Monday, April 28, 2008

We Are All Made of Corn



On Friday night we went to go see King Corn at Space Gallery. Unfortunately we got there about 3 minutes before start time and had to stand... for 2.5 hours. That sucked. But at least I was in the first row of standing people.

Anyways... on to the movie. King Corn is about 2 friends from Boston who move to Iowa, rent 1 acre of land, grow corn for a year, and see where it goes. At the start of the movie, they get their hair analyzed and find that their hair is essentially made of corn protein-- through eating high fructose corn syrup, corn-fed beef, food fried in corn oil, and everything else corn gets into (which is essentially ANYTHING processed).

So they find a farmer in Greene, Iowa to rent them the acre. They grow the type of corn that is not for human consumption-- it goes to livestock feed, ethanol production, and high fructose corn syrup. Mmmm! During the course of their experiment the boys find out all about farm subsidies and how they encourage detrimental farming practices (over-farming, use of fertilizers, etc.) and how farm subsidies, at the end of the day, subsidize the American diet of cheap CRAP food. We wouldn't get cheap soda, oil, and beef otherwise.

After the movie there was a Q&A session with one of the guys. He revealed that there were 400 hours of footage and many storylines/issues they had to abandon for the sake of time and flow. One was that the wife of the family they were staying with actually died of non-Hodgkins lymphoma during their stay, and they suspect it has to do with agricultural chemicals seeping into their well water supply. They also visited pig, cattle, and fish "CAFOs" to observe them firsthand. At the end of the day they focused on mainly on the farm subsidy issue, which has become a pet project of theirs. Overall, a great movie that exposes the disconnect Americans have between farm and food, and also the converse-- the disconnect farmers have with where their produce goes. I have to recommend you watch it seated though.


The result should be a full, exact repeat of the entries, free of pictures.

→ The records:
==================================================
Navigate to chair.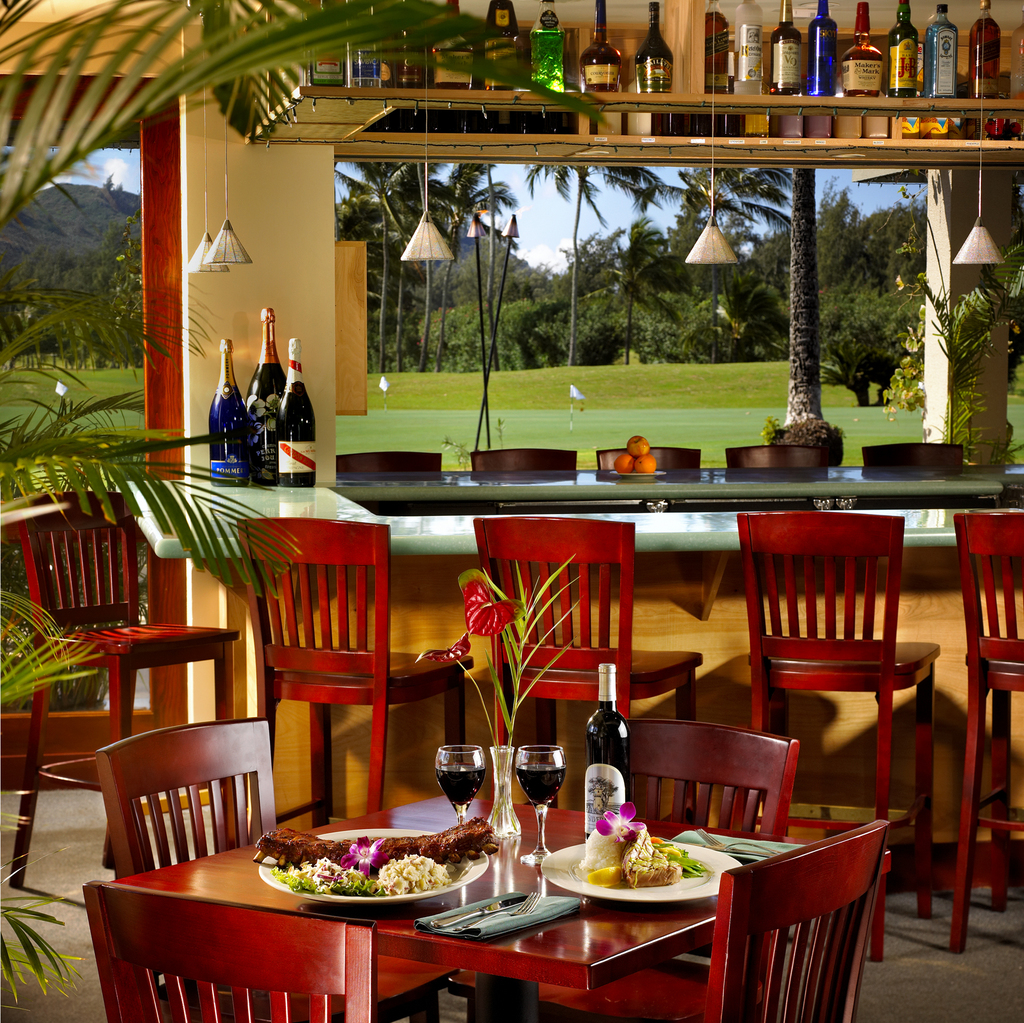
Navigation target: [left=628, top=711, right=791, bottom=835].
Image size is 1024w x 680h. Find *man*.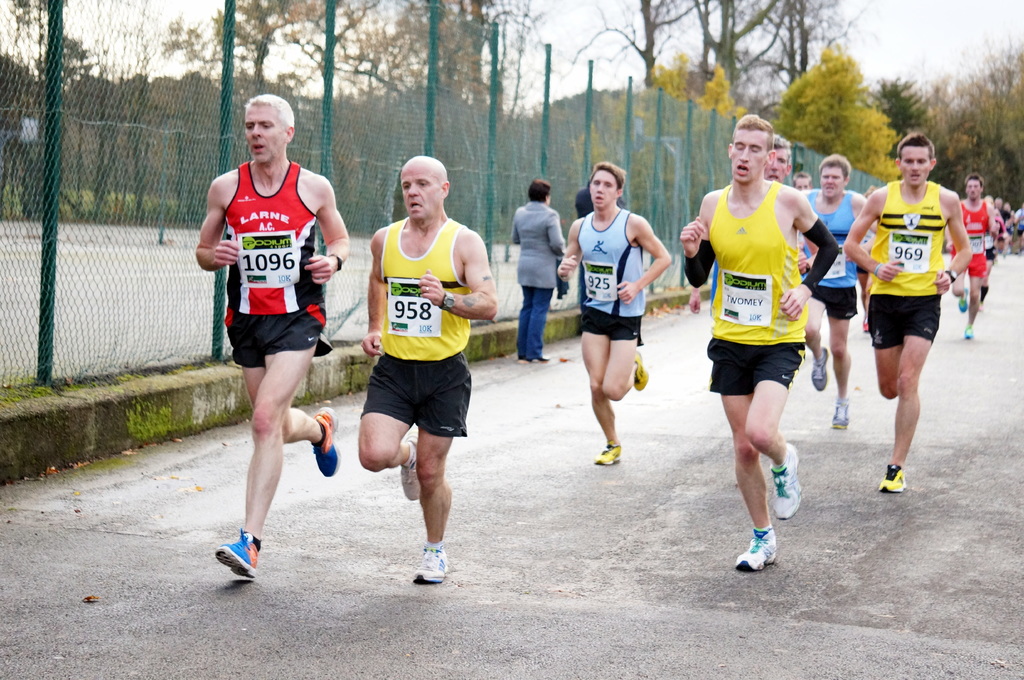
[x1=186, y1=99, x2=352, y2=571].
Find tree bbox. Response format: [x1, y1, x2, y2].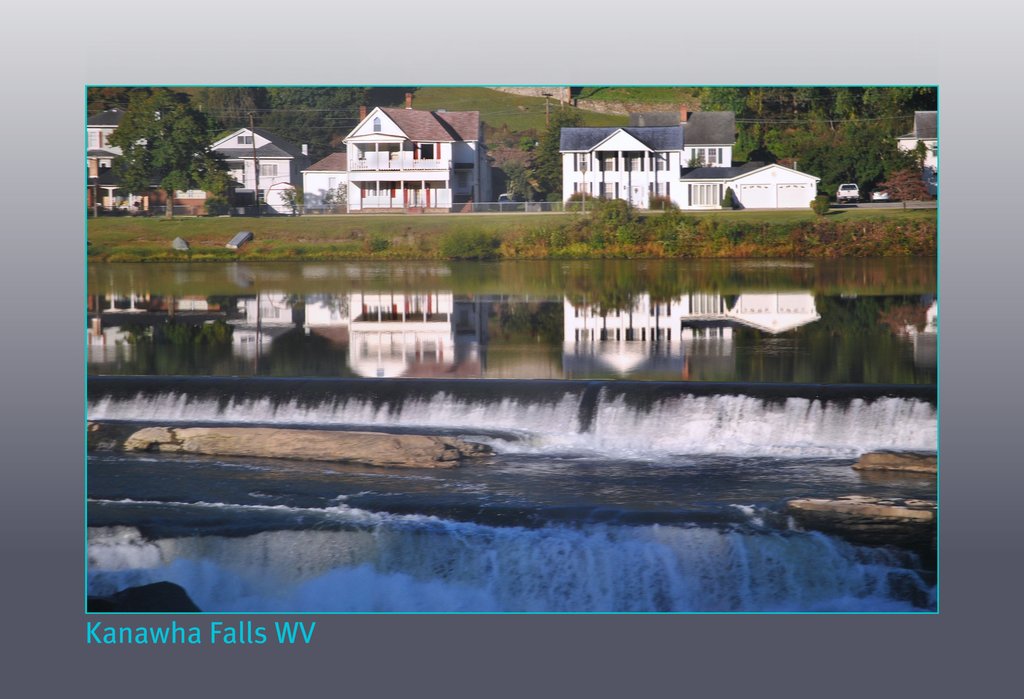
==================================================
→ Written answer:
Navigate to chair.
Navigation target: [left=628, top=711, right=791, bottom=835].
Image size is 1024w x 680h. Find *man*.
[x1=186, y1=99, x2=352, y2=571].
Find tree bbox. Response format: [x1, y1, x2, y2].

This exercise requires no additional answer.